This opinion piece appeared in the Otago Daily Times on April 10 2015 and drew favourable mention in political commentator Bryce Edwards’ column in the New Zealand Herald

Wednesday September 9th, 2015

It has been suggested (ODT 15/3/15) that zero-hour contracts are a necessary tool.

For many managers and business owners in the retail and service sectors, competitive pressures may make them essential. It’s a race to the bottom.

Employees on zero-hour contracts agree to work as required with no say or guarantee about hours of work. In effect they start a job agreeing not to have any consultation about when they will work or any entitlement to set days or hours of work.

The controversy over this is between the usual suspects: political and academic interventionists crying for more restrictive employment legislation, and business interests running cynical arguments about freedom of contract.

Both camps miss the point. The real issue is about power and control in the workplace. What is refreshing for some employers, and despicable to objectors, is that zero-hour contracts enable management to deal promptly with any risk of dissent or challenge to management decision making.

Zero-hour contracts are the ideal tool for disciplining and culling the workplace of the unpopular, the poor performer and disposing of unwanted employee expression.
They dispense with the cost and need to engage human resource or legal assistance with time-consuming work performance and disciplinary processes. There is no need to bother with trial periods and there is little risk of personal grievance cases.

Take the real example of several retail chains that run a seven-day operation trading 54 to 60 hours per week. They have one permanent manager in each store and require a minimum of one or two employees on duty at any time.

Zero-hour contracts enable each store manager to employ and roster staff at will. There is no need for the manager to be able to follow complex employment laws or to train staff to improve.

Quite simply, if any employee acts in way that is perceived as difficult or insufficiently submissive, they are no longer offered a place on the roster for work. The employee has no right to challenge as their zero-hour contract contains no consultation rights for rosters or set hours of work entitlements.

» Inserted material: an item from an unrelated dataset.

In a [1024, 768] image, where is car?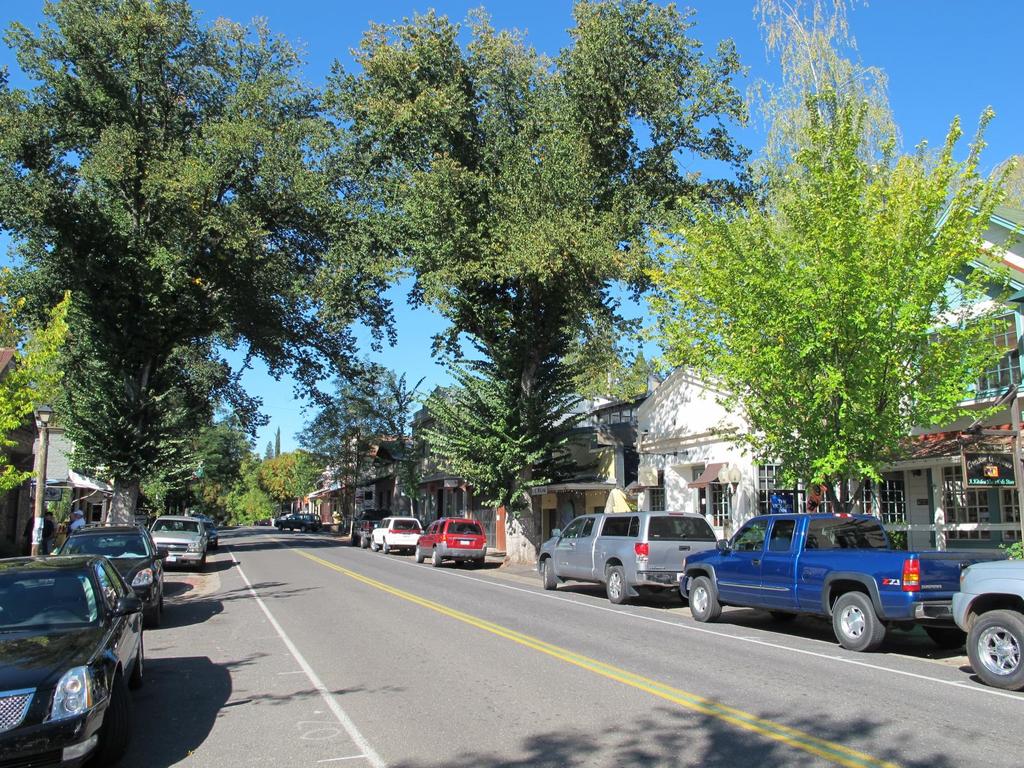
(350,518,376,546).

This sets an example to others. Employees who work without asking for meal and rest breaks and who do not raise issues about working conditions, or question management decisions are preferred and get the work.

Zero-hour contracts are part of a pushback. They are the unintended consequence of the folly over the past 15 years of governments presuming to set conditions of work through amending employment legislation.

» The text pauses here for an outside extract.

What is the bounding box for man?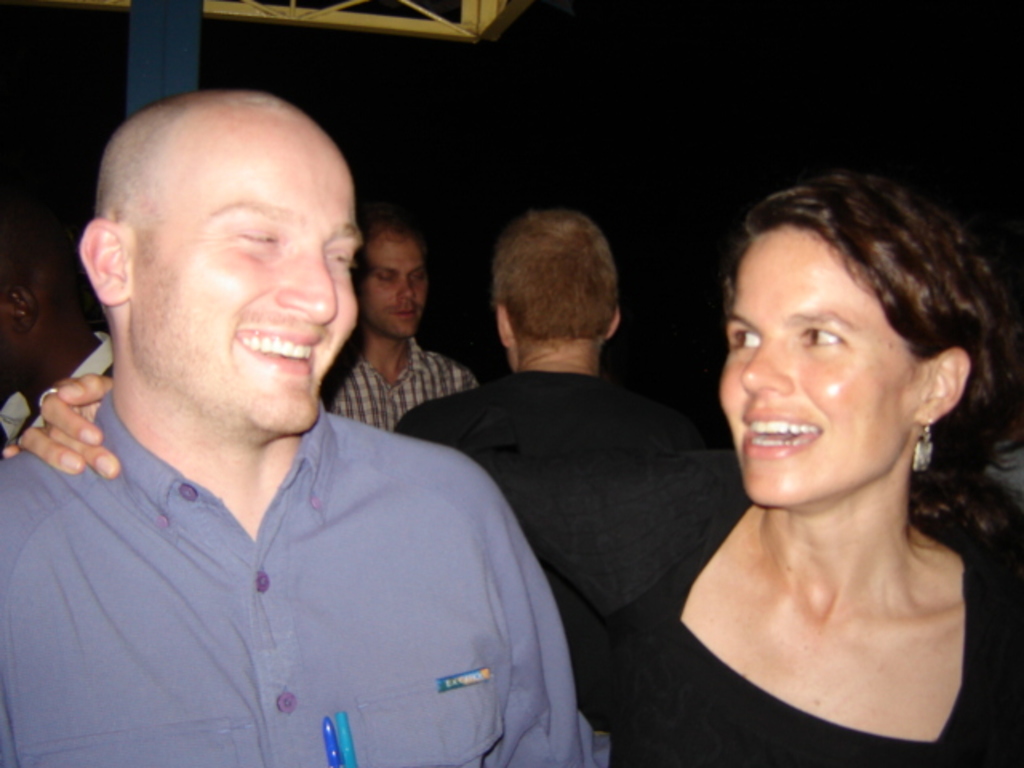
0, 224, 110, 450.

Now that zero-hour contracts are discussed and criticised, legal apologists feebly recite the option for job applicants to take the zero-hour contracts away and get advice. (Employment lawyers may charge $250 to $350 per hour.)

There would be little point in seeking such advice as these job applicants are in no position to bargain about notice of roster or hours of work. It is a case of take it or leave it. There is little or no risk for the employer.

The cry by opponents for piecemeal amendments to make employment legislation more restrictive is no solution. Informed and sensible change to conditions of work can only happen at the workplace.

The source of the problem is the restriction of bargaining options at the workplace under the Employment Relations Act 2000. It denies employees and management the freedom to bargain together in the majority of New Zealand workplaces.

Collective bargaining remains limited to an increasingly irrelevant and marginalised union monopoly thanks to 15 years of collusion by the Labour and Green parties. To its shame, the National Party reneged on its 2008 policy to reintroduce enterprise bargaining rights for each workplace.

The current system is a geriatric makeover of the old 1980’s “industrial relations club”. A restricted right to collective bargaining is carefully sidelined and maintained by government to keep control of economic policy and to manage the cost of its public sector workforce which remains the most unionised sector.

So the deliberate exclusion of 80 percent of the workforce from the collective bargaining system enables private sector employers to engage employees in the same workplace on quite different terms from each other under separate individual employment agreements.

Some of these employees will be selected for zero-hour contracts as second tier employees with no job security.

Since the present system deprives these employees of the ability to respond and negotiate together at work, it is to be expected that the use of zero-hours contracts will become widespread and an increasing number of private sector employees will become part of this growing second tier.

Instead of asking departmental officials to look into the situation, the Minister for Workplace Relations and Safety Michael Woodhouse should be directing this policy matter to the Government caucus room.